The Iranian foreign ministry has not yet reacted to the Stockholm Court of Appeals decision on Tuesday, which came after months of examining evidence and deliberation.
In a statement, 452 Iranian activists and members of victims’ families welcomed the court’s decision, calling it a “huge victory for the Iranian justice movement.” They believe it paves the way for bringing the regime and other violators of human rights to justice in the future.

“Let us remind that in the summer of 1988, Ebrahim Raisi, who is the president of the Islamic Republic with [Supreme Leader Ali] Khamenei’s firm support, was among the members of the death committee, of which Hamid Nouri was an agent,” the statement said.
Nouri, arrested upon arrival in Sweden in November 2019, was convicted by a Swedish court in July 2022 and sentenced to life for human rights violations as a prison official in the 1980s.
Plaintiffs in the case alleged that Hamid Nouri, 61, an assistant prosecutor and a member of the execution committee at Gohardasht Prison near Tehran, played a key role in the torture, execution, and secret burial of thousands of prisoners, including members of the Mujahedin-e Khalq Organization (MEK) and various Marxist groups, in the summer of 1988. In court, Nouri denied any connection with the executions.

Many, including UN Special Rapporteur on Extra-Judicial Executions Agnes Callamard, called his arrest an "important first step towards justice for the 1988 massacre." This marks the first time someone has been charged in relation to the events that took place in 1988 in Iran and prosecuted in another country.
The execution of thousands of political prisoners, which occurred over a few weeks, is often considered one of the darkest secrets in the history of the Islamic Republic.

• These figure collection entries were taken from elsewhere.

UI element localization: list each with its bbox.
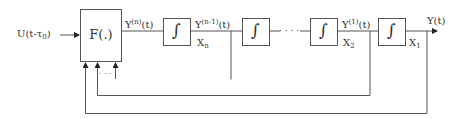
integrator-icon-4: ∫: [387, 22, 396, 39]
state-sub: n: [204, 42, 209, 50]
state-label-x1: X1: [409, 38, 421, 50]
input-label-end: ): [47, 28, 51, 39]
block-diagram: U(t-τ0) F(.) ∫ ∫ ∫ ∫ Y(n)(t) Y(n-1)(t) X…: [0, 0, 467, 119]
state-label-x2: X2: [343, 38, 355, 50]
feedback-ellipsis: · · ·: [99, 70, 112, 78]
integrator-icon-2: ∫: [251, 22, 260, 39]
chain-ellipsis: · · · ·: [279, 27, 299, 36]
signal-tail: (t): [142, 19, 154, 30]
input-label-main: U(t-τ: [17, 28, 42, 39]
signal-base: Y: [125, 19, 132, 30]
signal-label-yn: Y(n)(t): [125, 19, 153, 30]
signal-base: Y: [342, 19, 349, 30]
signal-tail: (t): [359, 19, 371, 30]
signal-label-y1: Y(1)(t): [342, 19, 370, 30]
signal-sup: (n): [132, 18, 142, 26]
output-label-y: Y(t): [427, 16, 445, 26]
input-label: U(t-τ0): [17, 29, 51, 41]
integrator-icon-1: ∫: [172, 22, 181, 39]
signal-sup: (1): [349, 18, 359, 26]
state-sub: 1: [416, 42, 420, 50]
integrator-icon-3: ∫: [319, 22, 328, 39]
function-block-label: F(.): [80, 28, 122, 41]
state-sub: 2: [350, 42, 354, 50]
signal-sup: (n-1): [202, 18, 219, 26]
diagram-lines: [0, 0, 467, 119]
state-label-xn: Xn: [197, 38, 209, 50]
signal-tail: (t): [218, 19, 230, 30]
signal-label-yn1: Y(n-1)(t): [195, 19, 230, 30]
signal-base: Y: [195, 19, 202, 30]
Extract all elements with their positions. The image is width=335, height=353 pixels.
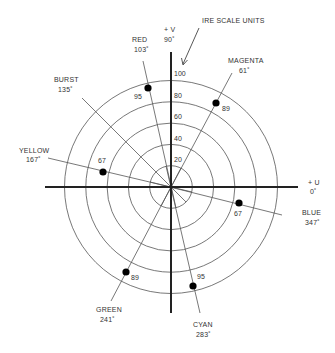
burst-angle: 135˚	[58, 86, 73, 93]
magenta-magnitude: 89	[222, 105, 230, 112]
magenta-label: MAGENTA	[228, 57, 264, 64]
scale-label-100: 100	[174, 70, 186, 77]
magenta-angle: 61˚	[239, 67, 250, 74]
cyan-magnitude: 95	[197, 273, 205, 280]
scale-label-60: 60	[174, 113, 182, 120]
scale-labels: 100 80 60 40 20	[174, 70, 186, 163]
v-axis-angle: 90˚	[164, 36, 175, 43]
yellow-label: YELLOW	[19, 147, 50, 154]
cyan-target-dot	[189, 282, 196, 289]
ire-scale-annotation: IRE SCALE UNITS	[202, 17, 265, 24]
cyan-label: CYAN	[193, 321, 213, 328]
blue-angle: 347˚	[305, 219, 320, 226]
u-axis-label: + U	[308, 179, 320, 186]
annotation-arrow-icon	[182, 28, 200, 65]
u-axis-angle: 0˚	[310, 188, 317, 195]
red-angle: 103˚	[134, 46, 149, 53]
blue-label: BLUE	[302, 209, 321, 216]
scale-label-40: 40	[174, 135, 182, 142]
vectorscope-diagram: 100 80 60 40 20 IRE SCALE UNITS + V 90˚ …	[0, 0, 335, 353]
cyan-angle: 283˚	[196, 331, 211, 338]
blue-target-dot	[235, 199, 242, 206]
scale-label-20: 20	[174, 156, 182, 163]
yellow-angle: 167˚	[26, 156, 41, 163]
green-target-dot	[122, 268, 129, 275]
blue-magnitude: 67	[234, 210, 242, 217]
scale-label-80: 80	[174, 92, 182, 99]
red-magnitude: 95	[134, 93, 142, 100]
yellow-magnitude: 67	[98, 157, 106, 164]
green-label: GREEN	[96, 306, 122, 313]
magenta-target-dot	[212, 99, 219, 106]
green-angle: 241˚	[100, 316, 115, 323]
red-target-dot	[144, 84, 151, 91]
green-magnitude: 89	[131, 274, 139, 281]
burst-label: BURST	[54, 76, 79, 83]
v-axis-label: + V	[164, 26, 175, 33]
yellow-target-dot	[99, 168, 106, 175]
red-label: RED	[132, 36, 147, 43]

Many victims, initially sentenced to prison, were executed when they refused to denounce their beliefs.
The regime clandestinely buried victims in unmarked, mass graves. Families were often informed months after the executions and kept unaware of the graves' locations. The regime has prohibited the erection of gravestones at these sites, and family members visiting the mass graves are frequently harassed. Security agents even uproot trees planted by family members to mark the graves.
The decision to purge political prisoners was taken at the highest level and was endorsed by Ayatollah Ruhollah Khomeini, the founder of the Islamic Republic. Khomeini's chosen successor, Ayatollah Hossein-Ali Montazeri (1922-2009), who protested the massacre and called it a crime against humanity was demoted by Khomeini. Montazeri spent several years under house arrest after Khomeini's death in 1989 for criticizing the new successor, Supreme Leader Ali Khamenei, and questioning his legitimacy.
International affairs and human rights deputy of the Iranian judiciary, Kazem Gharibabadi, in July accused Sweden of taking Nouri “hostage” and demanded his release while alleging that Sweden had no evidence against Nouri and was only defending the interests of MEK.
A Swedish EU diplomat, 33-year-old Johan Niels Floderus who was put on trial in December , and a 52-year-old Swedish-Iranian doctor, Ahmadreza Djalali (Jalali), are currently being held in Iran on charges of spying for Israel. Iranian authorities have several times threatened to execute Djalali, allegedly to force Sweden to release Nouri, and brought charges against Floderus that entail a death sentence.